- Learn native API first (weeks 1 and 2)
- Don't start looking for libraries and frameworks until you understand how things are done in native API,
- Don't learn from Youtube (it's a time killer) or any website other than the official website and official/top samples' repo!
- Check the official docs and [technology-name]-samples repo side by side,
- masters check ([technology-name] official repo as well
- sometimes the samples are in [technology-name] official repo
- Github topics (weeks 2, 3 and 4), see top 10/25 repos that uses the tag of [technology-name], check them, read the code, understand patters of how they do things in this technology (you will learn more than that, it will be a door opened to many other worlds of technologies, tools, build systems, etc...)

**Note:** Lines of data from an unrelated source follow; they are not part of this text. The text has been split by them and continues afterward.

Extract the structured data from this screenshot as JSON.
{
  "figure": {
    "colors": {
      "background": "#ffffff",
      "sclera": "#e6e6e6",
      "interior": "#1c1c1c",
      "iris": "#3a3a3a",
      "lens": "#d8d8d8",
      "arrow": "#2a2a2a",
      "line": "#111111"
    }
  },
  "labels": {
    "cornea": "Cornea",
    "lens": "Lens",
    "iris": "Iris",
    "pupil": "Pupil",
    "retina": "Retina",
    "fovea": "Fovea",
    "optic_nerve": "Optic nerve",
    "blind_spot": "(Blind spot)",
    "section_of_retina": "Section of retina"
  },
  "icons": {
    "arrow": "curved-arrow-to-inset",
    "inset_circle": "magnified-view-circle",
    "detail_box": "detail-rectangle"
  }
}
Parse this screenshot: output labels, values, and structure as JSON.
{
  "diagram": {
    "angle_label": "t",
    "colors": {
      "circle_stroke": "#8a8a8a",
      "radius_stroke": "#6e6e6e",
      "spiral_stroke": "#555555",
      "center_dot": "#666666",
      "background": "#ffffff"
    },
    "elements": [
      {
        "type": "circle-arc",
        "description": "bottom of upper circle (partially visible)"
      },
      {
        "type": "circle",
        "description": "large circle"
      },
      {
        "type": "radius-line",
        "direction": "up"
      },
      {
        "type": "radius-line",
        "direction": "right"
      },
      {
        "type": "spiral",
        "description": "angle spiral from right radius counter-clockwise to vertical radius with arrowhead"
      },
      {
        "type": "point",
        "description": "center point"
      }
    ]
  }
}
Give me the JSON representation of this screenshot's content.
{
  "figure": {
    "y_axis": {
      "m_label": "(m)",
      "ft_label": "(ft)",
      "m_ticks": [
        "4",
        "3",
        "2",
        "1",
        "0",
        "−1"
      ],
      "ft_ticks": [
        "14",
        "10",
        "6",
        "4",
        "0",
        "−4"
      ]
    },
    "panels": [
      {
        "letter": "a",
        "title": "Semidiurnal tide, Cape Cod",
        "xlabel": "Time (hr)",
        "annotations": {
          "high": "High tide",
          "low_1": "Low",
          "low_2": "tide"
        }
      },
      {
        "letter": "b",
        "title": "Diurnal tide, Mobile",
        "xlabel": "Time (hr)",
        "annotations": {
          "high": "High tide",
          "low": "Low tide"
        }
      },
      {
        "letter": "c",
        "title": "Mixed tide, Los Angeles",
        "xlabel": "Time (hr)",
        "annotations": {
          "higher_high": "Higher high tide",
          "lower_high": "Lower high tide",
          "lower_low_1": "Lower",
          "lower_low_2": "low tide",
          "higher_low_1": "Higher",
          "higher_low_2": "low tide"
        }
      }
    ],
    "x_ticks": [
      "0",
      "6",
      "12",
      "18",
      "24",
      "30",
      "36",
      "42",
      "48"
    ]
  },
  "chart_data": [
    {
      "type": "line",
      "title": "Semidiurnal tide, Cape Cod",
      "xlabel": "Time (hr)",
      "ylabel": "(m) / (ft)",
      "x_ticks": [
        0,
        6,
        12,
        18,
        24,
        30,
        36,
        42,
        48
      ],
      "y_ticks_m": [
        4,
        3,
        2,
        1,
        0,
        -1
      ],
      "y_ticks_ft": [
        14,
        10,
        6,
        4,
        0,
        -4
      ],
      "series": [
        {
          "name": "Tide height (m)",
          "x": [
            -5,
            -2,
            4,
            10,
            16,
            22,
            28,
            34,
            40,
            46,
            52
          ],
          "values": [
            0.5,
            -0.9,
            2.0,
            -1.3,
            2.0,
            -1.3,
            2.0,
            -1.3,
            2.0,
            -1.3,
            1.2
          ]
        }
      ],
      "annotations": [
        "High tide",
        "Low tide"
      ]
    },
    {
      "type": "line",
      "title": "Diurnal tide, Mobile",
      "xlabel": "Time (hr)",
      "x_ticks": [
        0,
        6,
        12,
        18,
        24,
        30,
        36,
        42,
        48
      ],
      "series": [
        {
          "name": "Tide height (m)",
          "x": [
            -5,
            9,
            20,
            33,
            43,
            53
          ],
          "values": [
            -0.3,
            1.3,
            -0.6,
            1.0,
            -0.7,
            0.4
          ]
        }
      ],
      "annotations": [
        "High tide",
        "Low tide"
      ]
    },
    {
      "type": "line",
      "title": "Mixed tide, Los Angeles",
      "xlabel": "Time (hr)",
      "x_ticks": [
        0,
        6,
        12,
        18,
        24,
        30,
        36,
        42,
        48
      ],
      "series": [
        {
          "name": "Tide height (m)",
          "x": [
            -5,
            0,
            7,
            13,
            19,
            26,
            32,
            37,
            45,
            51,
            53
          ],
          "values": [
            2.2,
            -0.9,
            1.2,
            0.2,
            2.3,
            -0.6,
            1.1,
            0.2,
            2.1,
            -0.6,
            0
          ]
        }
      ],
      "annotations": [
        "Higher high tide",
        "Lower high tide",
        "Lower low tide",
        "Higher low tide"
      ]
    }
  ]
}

- Stackoverflow (weeks 2, 3 and 4), watch the tag of that technology, keep an eye on the day-to-day questions, try to answer some questions, you will learn a lot from there (and get some inspiration and motivation from experts) (try not to post questions there, I won't tell you why! On the other hand, IMO, it's more unlikely to have a good question while you've just started learning the technology).
- Create one or two simple open source projects on github using this techology (weeks 5, 6, 7).
- Q: How to Build/Run the code from contributer's pull request?
- A: Add the link to that repo as a new remote in your repo, create local branch from the new remote branch, test the new code.